Having left the governor’s office in January, Chafee’s plans for the future were unclear until last week, when he announced he will explore a bid for the Democratic Party’s nomination for the highest office in the land. By all indications, the nascent campaign is anything but a gag for the former Warwick councilman and mayor, U.S. senator and namesake of a marquee family in Rhode Island politics.

“I want to be there in the debates in November, December and January,” he said during an interview with the Warwick Beacon following the announcement. He also intends to begin gauging his prospects on the ground in Iowa and New Hampshire and in other battleground states.

That Chafee left the State House under a cloud is no secret. After being elected governor by a plurality in a crowded 2010 election, his popularity lagged throughout his tenure, and in several instances – perhaps most memorably the Christmas tree/holiday tree flap – he drew a great deal of public ire. Indeed, his decision not to seek a new term last year was less about choosing to step aside and more about avoiding a certain, likely humiliating, defeat.

Chafee’s name recognition beyond Rhode Island is virtually nil. After starting out as a Republican, he has over the last several years moved to unaffiliated and then to the Democratic label. He is far from a natural candidate, likely poorly suited to the retail nature of early-stage presidential politics. It would take nothing short of a miracle for him to win the nomination, let alone the general election.
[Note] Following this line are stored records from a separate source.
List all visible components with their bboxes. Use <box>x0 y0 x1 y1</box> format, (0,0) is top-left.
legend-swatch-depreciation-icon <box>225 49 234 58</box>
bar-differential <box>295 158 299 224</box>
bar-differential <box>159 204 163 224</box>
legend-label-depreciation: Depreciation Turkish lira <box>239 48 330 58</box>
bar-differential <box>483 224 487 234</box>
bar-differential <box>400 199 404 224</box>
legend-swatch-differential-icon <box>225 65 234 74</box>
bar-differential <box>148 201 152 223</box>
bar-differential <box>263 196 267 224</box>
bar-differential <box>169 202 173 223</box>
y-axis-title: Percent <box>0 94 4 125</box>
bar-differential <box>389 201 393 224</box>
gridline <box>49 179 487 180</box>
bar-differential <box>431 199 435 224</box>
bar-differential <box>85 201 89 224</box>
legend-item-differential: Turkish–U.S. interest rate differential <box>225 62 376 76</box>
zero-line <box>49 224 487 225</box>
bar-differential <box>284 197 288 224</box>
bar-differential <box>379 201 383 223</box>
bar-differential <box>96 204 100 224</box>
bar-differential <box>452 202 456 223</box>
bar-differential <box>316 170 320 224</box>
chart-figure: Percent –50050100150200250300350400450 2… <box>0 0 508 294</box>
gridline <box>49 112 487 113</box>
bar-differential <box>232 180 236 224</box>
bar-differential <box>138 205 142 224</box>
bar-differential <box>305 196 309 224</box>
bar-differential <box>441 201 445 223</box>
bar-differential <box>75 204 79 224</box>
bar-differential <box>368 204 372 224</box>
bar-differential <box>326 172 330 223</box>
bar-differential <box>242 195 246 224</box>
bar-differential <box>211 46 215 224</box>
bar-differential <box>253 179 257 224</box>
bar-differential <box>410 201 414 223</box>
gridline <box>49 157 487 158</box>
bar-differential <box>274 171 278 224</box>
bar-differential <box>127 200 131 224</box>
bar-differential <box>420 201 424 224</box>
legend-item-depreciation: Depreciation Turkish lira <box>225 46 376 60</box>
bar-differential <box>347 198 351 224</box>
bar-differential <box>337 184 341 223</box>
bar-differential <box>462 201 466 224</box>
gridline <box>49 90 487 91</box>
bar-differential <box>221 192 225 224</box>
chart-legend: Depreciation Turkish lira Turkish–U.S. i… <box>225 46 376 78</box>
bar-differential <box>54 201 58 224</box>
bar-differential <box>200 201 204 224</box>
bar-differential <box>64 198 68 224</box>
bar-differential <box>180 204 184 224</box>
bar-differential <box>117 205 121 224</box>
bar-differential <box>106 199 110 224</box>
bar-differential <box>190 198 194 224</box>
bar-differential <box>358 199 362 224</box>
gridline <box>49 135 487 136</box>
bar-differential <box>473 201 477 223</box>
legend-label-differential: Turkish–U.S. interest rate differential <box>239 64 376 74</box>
Why run for the presidency then, or even consider it? Increasingly, the Iraq War seems to be the true reason. Chafee voted against authorizing the conflict as a U.S. senator, making him one of only 23 members of the chamber – and the only Republican – opposed to the conflict.
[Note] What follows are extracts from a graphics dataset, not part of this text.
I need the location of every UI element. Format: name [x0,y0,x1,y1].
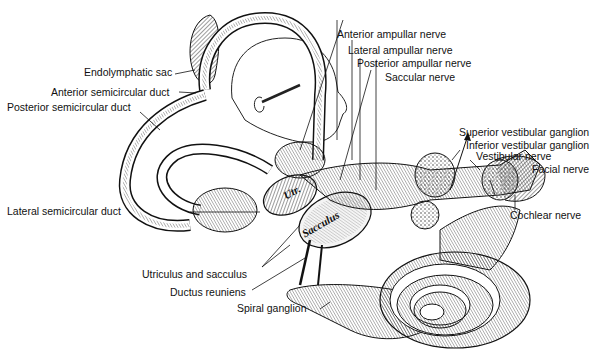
label-anterior-semicircular-duct: Anterior semicircular duct [51,86,169,98]
cochlea [380,252,530,348]
label-lateral-ampullar-nerve: Lateral ampullar nerve [348,44,452,56]
labyrinth-illustration [0,0,601,353]
label-anterior-ampullar-nerve: Anterior ampullar nerve [337,28,446,40]
label-posterior-semicircular-duct: Posterior semicircular duct [7,101,131,113]
head-profile-inset [232,38,347,142]
label-cochlear-nerve: Cochlear nerve [510,209,581,221]
label-spiral-ganglion: Spiral ganglion [237,302,306,314]
label-posterior-ampullar-nerve: Posterior ampullar nerve [357,57,471,69]
inner-ear-diagram: Endolymphatic sac Anterior semicircular … [0,0,601,353]
label-ductus-reuniens: Ductus reuniens [170,286,246,298]
label-facial-nerve: Facial nerve [532,163,589,175]
label-superior-vestibular-ganglion: Superior vestibular ganglion [459,126,589,138]
label-endolymphatic-sac: Endolymphatic sac [84,66,172,78]
label-vestibular-nerve: Vestibular nerve [476,150,551,162]
label-lateral-semicircular-duct: Lateral semicircular duct [7,205,121,217]
label-utriculus-and-sacculus: Utriculus and sacculus [142,268,247,280]
label-saccular-nerve: Saccular nerve [385,71,455,83]
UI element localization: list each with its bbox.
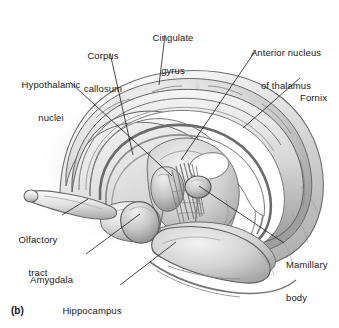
label-corpus-callosum: Corpus callosum [72,28,134,116]
olfactory-bulb-tip [24,190,38,202]
label-line-1: Anterior nucleus [238,47,334,58]
label-line-1: Cingulate [140,32,206,43]
label-mamillary-body: Mamillary body [286,237,338,325]
label-line-1: Fornix [300,92,339,103]
label-line-2: gyrus [140,65,206,76]
label-line-1: Olfactory [8,234,68,245]
label-hippocampus: Hippocampus (within dentate gyrus) [20,283,164,328]
panel-letter: (b) [11,305,24,316]
figure-limbic-system: Hypothalamic nuclei Corpus callosum Cing… [0,0,339,328]
label-cingulate-gyrus: Cingulate gyrus [140,10,206,98]
label-line-1: Corpus [72,50,134,61]
label-fornix: Fornix [300,70,339,125]
label-line-2: body [286,292,338,303]
label-line-2: callosum [72,83,134,94]
label-line-1: Mamillary [286,259,338,270]
label-line-1: Hippocampus [20,305,164,316]
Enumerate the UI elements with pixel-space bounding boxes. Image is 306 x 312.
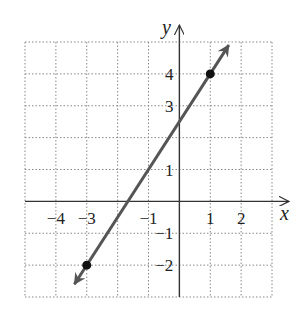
y-tick-label: −1 [155,224,173,243]
y-axis-label: y [160,16,171,39]
x-tick-label: 2 [237,209,246,228]
data-series [74,45,228,284]
y-tick-label: 1 [165,161,174,180]
y-tick-label: 4 [165,65,174,84]
x-tick-label: 1 [206,209,215,228]
data-point [206,69,215,78]
tick-labels: −4−3−112431−1−2 [47,65,246,275]
coordinate-plane: −4−3−112431−1−2 x y [0,0,306,312]
y-tick-label: 3 [165,97,174,116]
x-axis-label: x [279,202,289,224]
x-tick-label: −4 [47,209,66,228]
y-tick-label: −2 [155,256,173,275]
x-tick-label: −3 [78,209,96,228]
Chafee was, and has remained, a fierce critic of George W. Bush and Dick Cheney over the Iraq conflict and other issues from their time in the White House. He has also reserved some particularly pointed barbs for one of his former legislative colleagues – one who, in perhaps the most anticlimactic announcements in recent memory, just launched her own bid for the White House.

In the recent interview with the Beacon, Chafee said the vote by Hillary Clinton, then a senator from New York, to authorize the use of force in Iraq is one “that you don’t put in the rear view mirror.” He has frequently been even more blunt, saying Clinton’s vote should disqualify her from the presidency.
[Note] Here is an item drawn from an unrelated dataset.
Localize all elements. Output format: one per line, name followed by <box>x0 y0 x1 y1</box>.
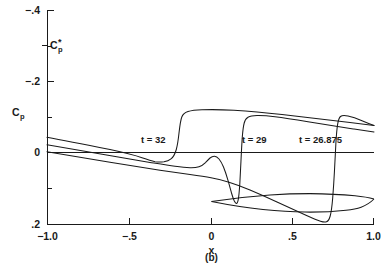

To this point, no credible challengers to Clinton have emerged in the Democratic field. Those seemingly most likely to enter the race – former Maryland Gov. Martin O’Malley and former U.S. Sen. Jim Webb of Virginia – face significant challenges in terms of name recognition and ability to challenge Clinton’s fundraising ability and organization. U.S. Sen. Bernie Sanders of Vermont, who describes himself as a Democratic Socialist, is perhaps an even longer shot than Chafee. Vice President Joe Biden’s history as a presidential candidate is one of failure, and he is more frequently joked about in late night talk show monologues than thought of as a truly legitimate aspirant to succeed President Barack Obama.

Lincoln Chafee has the time and resources to mount a campaign, destined to defeat though it may be. He certainly has a strong sense of conviction, trumpeting his record despite the public’s clear rejection of his leadership. Iraq gives him a major bone to pick with his party’s prohibitive favorite and a signature issue on which his position now looks prescient and even courageous.

Keeping Clinton from a full-fledged coronation, it seems, is Chafee’s endgame. Many candidates with little guiding them but their own thinly veiled ambition have launched presidential bids with far less substantive rationales. Often, those deeply flawed hopefuls have been taken far more seriously.

From a Rhode Island perspective, Chafee’s candidacy certainly had an inauspicious start. If nothing else, though – assuming he remains in the race, and gains some small degree of traction – it will be an interesting exercise for a state that typically finds itself on the sidelines in presidential campaigns.